At the moment, nothing can stop Hudson Mohawke. After a hiatus from his solo work, the Scottish producer started his summer by releasing his first single under his HudMo title since 2016, “BENT” with JIMMY EDGAR. Since then, he’s only upped the ante, with his inexhaustible activity culminating in his first solo LP in four years, Big Booty Hiking Exhibition. Now, HudMo is back with his second album in a month’s time.

Poom Gems can be thought of as a companion album to Big Booty Hiking Exhibition, as both comprised previously unreleased tracks that Mohawke has been sitting on. Like Big Booty Hiking Exhibition, Poom Gems ranges from some of HudMo’s most off-the-wall beats yet to his classic, unreplicable, and bombastic sound, though as a whole, Poom Gems is more accessible than it’s predecessor.

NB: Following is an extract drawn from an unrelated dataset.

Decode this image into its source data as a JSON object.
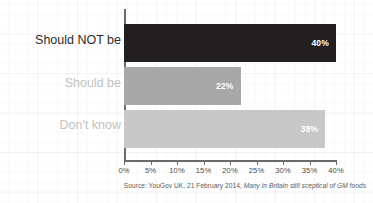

After almost no announcement before Poom Gems‘ release, only one question remains: how much more is to come amid Mohawke’s return?

 

Read the rest of this article at Dancing Astronaut

Baxter Dury was the five-year-old urchin standing alongside dad on the cover of Ian Dury’s groundbreaking 1977 debut album, New Boots and Panties!! He has forged an intriguing career in the slipstream of his father, who died in 2000, two years before Baxter’s own debut album Len Parrot’s Memorial Lift.

As with many musical offspring, similarities are superficially striking in both voice and style – a very particular confluence of spoken word and limber grooves utilising London vernacular to spin offbeat tales with darkly comic, surrealist edges. Baxter is no wannabe Blockhead, however, with 2017’s acclaimed Prince of Tears showcasing a mature artist less reliant on dazzling wordplay and more focused on mood and character. He continues the good work with sixth album The Night Chancers, a set of seductive, atmospheric late-night grooves on which Dury conjures sinister vignettes of insomniac dwellers of the wee small hours. This is a sleazy, and slightly over-familiar, world of dodgy geezers, jilted lovers, deluded fashionistas and social media stalkers chasing elusive highs as the last strands of clubland spill out into the street.

If you are going to forgo melody for spoken word delivery, it certainly helps if you have a distinctive tone. Dury’s voice is appealingly thick and low, with the slightly affected dropped h’s and glottal stops of a mockney thespian – think Danny Dyer doing Harold Pinter. Dury does not demur from being described as mockney, as it happens, noting in a recent interview, “I guess that’s what I am. I’ve got a Goya painting. But my grandfather was a boxer and drug dealer.”

 

Read the rest of this article at The Telegraph

P.S. previous PLAYLISTS & more by P.F.M.